Simplify announced it is closing four ETFs including the Simplify US Equity PLUS QIS ETF (SPQ) and the Simplify Macro Strategy ETF (FIG).
Despite the firm's name, they've bundled a lot of very complex strategies into ETFs. While I have been critical of quite a few of their funds and have found a some that appear to work well, I have to tip my hat at their willingness to try a lot of very different ideas.

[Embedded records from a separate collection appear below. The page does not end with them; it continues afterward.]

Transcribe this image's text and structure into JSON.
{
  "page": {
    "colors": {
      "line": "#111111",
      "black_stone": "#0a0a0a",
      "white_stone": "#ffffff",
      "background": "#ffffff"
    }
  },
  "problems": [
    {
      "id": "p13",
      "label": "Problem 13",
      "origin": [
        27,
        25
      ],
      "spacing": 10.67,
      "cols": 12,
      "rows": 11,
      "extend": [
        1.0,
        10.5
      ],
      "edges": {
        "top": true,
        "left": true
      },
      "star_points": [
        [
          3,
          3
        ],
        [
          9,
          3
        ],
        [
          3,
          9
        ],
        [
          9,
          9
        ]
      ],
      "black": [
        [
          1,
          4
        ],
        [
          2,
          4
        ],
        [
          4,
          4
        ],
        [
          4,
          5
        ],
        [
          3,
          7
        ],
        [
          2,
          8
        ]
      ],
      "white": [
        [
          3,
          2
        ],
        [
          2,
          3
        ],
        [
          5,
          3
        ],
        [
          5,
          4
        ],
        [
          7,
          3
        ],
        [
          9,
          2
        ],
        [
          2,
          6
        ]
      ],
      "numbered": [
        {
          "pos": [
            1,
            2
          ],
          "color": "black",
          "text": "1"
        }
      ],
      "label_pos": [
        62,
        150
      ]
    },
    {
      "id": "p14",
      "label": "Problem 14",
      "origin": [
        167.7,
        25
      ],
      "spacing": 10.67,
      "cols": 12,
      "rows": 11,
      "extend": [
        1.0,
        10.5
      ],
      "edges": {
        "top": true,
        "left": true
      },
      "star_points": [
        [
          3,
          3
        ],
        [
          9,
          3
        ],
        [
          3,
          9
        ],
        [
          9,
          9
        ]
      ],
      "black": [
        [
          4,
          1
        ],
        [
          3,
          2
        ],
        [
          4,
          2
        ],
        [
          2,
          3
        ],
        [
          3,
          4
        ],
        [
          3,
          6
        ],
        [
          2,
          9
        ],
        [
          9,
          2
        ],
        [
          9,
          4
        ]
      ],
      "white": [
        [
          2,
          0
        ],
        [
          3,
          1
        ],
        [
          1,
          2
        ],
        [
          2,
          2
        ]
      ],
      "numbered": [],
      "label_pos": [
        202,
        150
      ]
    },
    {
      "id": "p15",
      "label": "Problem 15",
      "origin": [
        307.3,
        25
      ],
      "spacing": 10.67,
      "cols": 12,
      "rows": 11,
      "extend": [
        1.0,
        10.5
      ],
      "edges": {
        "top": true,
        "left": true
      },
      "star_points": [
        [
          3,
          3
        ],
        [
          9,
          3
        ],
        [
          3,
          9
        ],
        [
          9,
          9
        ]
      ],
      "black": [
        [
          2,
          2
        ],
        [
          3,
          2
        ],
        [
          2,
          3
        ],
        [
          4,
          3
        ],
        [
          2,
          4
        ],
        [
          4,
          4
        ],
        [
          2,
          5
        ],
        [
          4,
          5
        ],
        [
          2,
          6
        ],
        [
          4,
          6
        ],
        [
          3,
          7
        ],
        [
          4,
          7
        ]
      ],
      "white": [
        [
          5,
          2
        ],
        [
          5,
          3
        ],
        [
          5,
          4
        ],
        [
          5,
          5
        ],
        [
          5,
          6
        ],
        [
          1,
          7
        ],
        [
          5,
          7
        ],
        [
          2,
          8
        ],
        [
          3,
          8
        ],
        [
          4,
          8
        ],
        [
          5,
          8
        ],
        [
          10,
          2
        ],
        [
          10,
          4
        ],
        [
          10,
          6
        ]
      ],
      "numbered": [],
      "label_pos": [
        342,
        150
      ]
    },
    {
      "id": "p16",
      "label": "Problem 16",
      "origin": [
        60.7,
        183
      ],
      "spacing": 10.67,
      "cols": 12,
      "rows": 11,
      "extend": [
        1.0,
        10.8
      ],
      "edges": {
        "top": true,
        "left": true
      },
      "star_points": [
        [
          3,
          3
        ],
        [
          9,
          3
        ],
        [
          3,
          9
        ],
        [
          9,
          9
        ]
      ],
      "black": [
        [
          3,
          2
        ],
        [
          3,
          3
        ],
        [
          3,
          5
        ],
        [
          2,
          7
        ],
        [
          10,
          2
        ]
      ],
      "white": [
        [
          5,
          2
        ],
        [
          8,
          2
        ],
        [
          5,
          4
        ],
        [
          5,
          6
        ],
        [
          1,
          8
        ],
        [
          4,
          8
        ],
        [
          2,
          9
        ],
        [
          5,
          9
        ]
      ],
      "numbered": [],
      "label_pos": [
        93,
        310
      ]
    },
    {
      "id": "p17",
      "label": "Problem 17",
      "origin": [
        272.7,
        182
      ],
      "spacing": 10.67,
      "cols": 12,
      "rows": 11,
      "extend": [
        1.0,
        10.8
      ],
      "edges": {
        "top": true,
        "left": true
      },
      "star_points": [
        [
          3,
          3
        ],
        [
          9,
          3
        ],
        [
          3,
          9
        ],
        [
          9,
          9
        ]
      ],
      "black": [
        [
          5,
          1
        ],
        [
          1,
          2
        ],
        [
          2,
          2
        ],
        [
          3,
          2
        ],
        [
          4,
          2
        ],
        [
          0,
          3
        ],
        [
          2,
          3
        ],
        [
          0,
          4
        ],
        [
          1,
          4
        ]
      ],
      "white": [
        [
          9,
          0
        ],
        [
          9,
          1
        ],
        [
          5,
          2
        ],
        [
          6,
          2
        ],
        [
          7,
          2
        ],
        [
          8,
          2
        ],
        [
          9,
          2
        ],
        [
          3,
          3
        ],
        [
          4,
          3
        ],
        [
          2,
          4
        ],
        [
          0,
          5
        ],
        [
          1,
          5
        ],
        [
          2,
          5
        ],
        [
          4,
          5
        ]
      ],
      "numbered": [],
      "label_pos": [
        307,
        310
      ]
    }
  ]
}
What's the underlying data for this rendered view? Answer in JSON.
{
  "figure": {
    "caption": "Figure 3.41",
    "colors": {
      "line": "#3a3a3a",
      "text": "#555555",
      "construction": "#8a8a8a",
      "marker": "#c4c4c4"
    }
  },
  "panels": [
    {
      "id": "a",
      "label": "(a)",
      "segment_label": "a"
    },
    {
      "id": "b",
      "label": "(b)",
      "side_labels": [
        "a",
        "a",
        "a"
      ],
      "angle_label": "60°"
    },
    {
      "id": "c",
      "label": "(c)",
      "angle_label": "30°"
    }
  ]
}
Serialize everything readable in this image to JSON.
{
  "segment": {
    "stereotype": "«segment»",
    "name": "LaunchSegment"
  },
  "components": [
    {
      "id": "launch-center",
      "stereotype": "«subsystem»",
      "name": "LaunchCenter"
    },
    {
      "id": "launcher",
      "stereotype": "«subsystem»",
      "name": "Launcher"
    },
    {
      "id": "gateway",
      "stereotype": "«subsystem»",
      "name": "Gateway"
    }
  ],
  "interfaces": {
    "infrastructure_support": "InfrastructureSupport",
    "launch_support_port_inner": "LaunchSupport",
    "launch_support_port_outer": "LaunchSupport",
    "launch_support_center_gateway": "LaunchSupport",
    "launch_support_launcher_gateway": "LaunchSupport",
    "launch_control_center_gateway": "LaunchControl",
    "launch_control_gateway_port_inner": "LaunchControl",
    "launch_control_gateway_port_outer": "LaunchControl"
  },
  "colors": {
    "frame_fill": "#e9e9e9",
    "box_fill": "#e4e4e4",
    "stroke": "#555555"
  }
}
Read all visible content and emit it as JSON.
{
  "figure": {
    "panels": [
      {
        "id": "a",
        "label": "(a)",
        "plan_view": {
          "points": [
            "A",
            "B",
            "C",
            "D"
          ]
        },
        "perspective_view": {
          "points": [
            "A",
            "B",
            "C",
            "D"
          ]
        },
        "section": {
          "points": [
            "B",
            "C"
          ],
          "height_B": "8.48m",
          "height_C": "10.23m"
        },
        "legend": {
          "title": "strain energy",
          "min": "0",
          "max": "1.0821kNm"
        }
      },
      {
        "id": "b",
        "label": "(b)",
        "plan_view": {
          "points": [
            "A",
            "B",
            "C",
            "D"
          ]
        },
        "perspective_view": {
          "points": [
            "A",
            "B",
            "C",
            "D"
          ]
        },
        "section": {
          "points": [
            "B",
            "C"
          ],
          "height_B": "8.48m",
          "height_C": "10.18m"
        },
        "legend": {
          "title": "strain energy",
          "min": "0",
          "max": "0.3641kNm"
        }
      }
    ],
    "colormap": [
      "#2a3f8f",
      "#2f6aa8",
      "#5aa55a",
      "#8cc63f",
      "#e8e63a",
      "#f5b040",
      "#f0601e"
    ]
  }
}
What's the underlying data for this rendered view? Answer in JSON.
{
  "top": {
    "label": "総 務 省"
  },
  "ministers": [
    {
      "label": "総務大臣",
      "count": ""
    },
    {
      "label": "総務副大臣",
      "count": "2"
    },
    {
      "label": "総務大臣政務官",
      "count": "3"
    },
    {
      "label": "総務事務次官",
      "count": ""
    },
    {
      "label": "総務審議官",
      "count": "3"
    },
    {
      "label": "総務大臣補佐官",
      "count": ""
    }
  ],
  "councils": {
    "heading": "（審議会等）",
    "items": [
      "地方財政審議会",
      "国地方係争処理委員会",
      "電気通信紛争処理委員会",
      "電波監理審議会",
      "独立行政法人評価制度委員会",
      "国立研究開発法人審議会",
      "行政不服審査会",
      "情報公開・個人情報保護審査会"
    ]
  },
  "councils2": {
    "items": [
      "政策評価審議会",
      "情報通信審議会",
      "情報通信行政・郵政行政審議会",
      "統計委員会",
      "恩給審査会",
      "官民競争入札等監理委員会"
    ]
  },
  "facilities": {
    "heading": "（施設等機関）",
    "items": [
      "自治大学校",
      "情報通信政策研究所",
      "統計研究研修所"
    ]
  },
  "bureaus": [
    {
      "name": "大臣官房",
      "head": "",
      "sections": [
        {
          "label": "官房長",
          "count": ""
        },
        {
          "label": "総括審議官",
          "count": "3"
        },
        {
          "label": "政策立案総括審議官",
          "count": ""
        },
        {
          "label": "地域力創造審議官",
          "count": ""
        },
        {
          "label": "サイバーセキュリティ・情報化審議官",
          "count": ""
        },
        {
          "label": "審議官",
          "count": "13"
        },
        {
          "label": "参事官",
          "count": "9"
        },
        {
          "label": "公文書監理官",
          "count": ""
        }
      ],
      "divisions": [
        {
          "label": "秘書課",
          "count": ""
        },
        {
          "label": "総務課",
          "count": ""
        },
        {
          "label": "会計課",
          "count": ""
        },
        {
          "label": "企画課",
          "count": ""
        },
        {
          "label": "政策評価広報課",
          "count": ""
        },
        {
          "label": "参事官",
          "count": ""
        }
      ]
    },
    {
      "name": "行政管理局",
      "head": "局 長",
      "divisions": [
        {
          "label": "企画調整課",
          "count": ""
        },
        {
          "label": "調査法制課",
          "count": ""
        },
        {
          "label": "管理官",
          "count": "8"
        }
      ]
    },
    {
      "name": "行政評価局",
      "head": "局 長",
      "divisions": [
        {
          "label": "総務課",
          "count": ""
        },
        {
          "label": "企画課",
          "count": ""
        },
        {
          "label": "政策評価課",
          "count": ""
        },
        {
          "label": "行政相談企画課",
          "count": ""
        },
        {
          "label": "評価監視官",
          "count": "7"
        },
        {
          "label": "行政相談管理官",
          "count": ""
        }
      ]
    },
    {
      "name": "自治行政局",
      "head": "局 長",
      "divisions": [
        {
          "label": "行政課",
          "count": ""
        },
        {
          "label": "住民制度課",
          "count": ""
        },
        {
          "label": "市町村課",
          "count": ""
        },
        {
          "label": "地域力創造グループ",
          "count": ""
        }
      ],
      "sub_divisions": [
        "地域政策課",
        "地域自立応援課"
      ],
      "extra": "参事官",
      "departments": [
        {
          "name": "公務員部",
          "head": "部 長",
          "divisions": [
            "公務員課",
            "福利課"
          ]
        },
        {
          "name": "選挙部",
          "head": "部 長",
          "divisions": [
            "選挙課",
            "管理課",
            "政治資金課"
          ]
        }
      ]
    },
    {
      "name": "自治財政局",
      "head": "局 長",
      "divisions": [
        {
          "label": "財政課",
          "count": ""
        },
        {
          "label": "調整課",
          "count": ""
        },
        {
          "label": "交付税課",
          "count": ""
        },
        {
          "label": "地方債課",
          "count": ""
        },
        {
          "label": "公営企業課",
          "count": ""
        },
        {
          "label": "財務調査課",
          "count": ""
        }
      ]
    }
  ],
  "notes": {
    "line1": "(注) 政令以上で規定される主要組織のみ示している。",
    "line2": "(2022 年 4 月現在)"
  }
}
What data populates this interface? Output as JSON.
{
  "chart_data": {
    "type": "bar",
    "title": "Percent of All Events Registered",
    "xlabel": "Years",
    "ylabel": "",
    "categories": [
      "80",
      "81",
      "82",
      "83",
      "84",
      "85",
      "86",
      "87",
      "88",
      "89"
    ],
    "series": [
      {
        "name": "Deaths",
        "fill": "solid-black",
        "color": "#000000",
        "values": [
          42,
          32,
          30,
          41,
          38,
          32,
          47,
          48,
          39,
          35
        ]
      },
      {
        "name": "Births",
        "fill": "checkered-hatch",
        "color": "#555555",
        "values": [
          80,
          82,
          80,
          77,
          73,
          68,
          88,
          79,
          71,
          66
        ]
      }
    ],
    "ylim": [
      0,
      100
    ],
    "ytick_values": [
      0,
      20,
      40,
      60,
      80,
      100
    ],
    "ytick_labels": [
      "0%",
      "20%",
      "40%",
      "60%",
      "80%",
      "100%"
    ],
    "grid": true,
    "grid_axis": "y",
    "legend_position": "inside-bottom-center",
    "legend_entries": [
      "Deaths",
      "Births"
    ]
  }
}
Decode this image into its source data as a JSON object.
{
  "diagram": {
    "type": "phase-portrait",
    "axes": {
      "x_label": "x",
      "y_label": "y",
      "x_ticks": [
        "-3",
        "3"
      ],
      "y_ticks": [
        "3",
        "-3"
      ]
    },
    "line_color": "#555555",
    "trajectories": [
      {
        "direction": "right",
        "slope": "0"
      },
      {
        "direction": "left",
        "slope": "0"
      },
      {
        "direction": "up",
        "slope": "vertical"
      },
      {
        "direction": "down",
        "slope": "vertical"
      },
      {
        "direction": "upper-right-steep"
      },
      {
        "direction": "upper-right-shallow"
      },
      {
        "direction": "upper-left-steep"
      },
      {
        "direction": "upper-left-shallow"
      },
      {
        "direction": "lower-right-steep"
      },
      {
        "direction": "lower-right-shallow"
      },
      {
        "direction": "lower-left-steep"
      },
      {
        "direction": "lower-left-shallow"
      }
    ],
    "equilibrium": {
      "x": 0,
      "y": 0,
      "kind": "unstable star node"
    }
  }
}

QIS is short for quantitative investment strategies and Simplify has ETF QIS that is devoted to quantitative investment strategies with $97 million in AUM so SPQ combined 100% S&P 500 with a 50% overlay of the QIS fund. If you look at the QIS holdings info, I think some of the things would be recognizable like calls and puts on equity indexes and currency positions but also plenty of things that would not be recognizable unless you know what MSSIQUA1A is. Generically, quantitative investment strategies do work as differentiated return streams but I don't know if it can be packaged into an ETF. Testfol.io has the QIS ETF compounding negatively at -2.95% since its inception in July, 2023.
SPQ, the fund that combines the S&P 500 and the QIS fund has lagged far behind the S&P 500 of late. It tracked sort of closely for a while but started falling further behind late in 2024.
I threw ReturnStacked US Stocks and Managed Futures (RSST) in there because they do something similar. They both leverage up to add exposure to an alternative strategy on top of 100% equity. Maybe in a different type of market event, SPQ could have had a better run but without anything else to go on, it simply becomes a datapoint for the difficulty of bundling equities with an alternative using leverage.
We've looked at FIG a couple of times before. It's not necessarily that it has done poorly but maybe it just hasn't done anything?
The chart is helpful. EBSIX is a fund we use occasionally for blogging purposes and is in the macro realm. The FIG literature talks about it seeking a differentiated return stream. Eye of the beholder whether FIG has been differentiated enough to be helpful but it is much easier to make out EBSIX as being differentiated a meaningful amount of the time. The idea is not to keep up with equities, equities are the thing that goes up the most, most of the time so a differentiator like macro shouldn't be expected to keep up with equities. FIG only shows $11 million in AUM so maybe that figure and the return profile was enough for them to close it.
It is fun to look at these types of funds when they come out and to try to track them but as another reiteration, a lot of these funds will turn out to not be very useful. Part of the story here could be that they are too complex. As interesting as these are, they are best used in small doses. A lot of simplicity (plain vanilla stocks) hedged with a little complexity.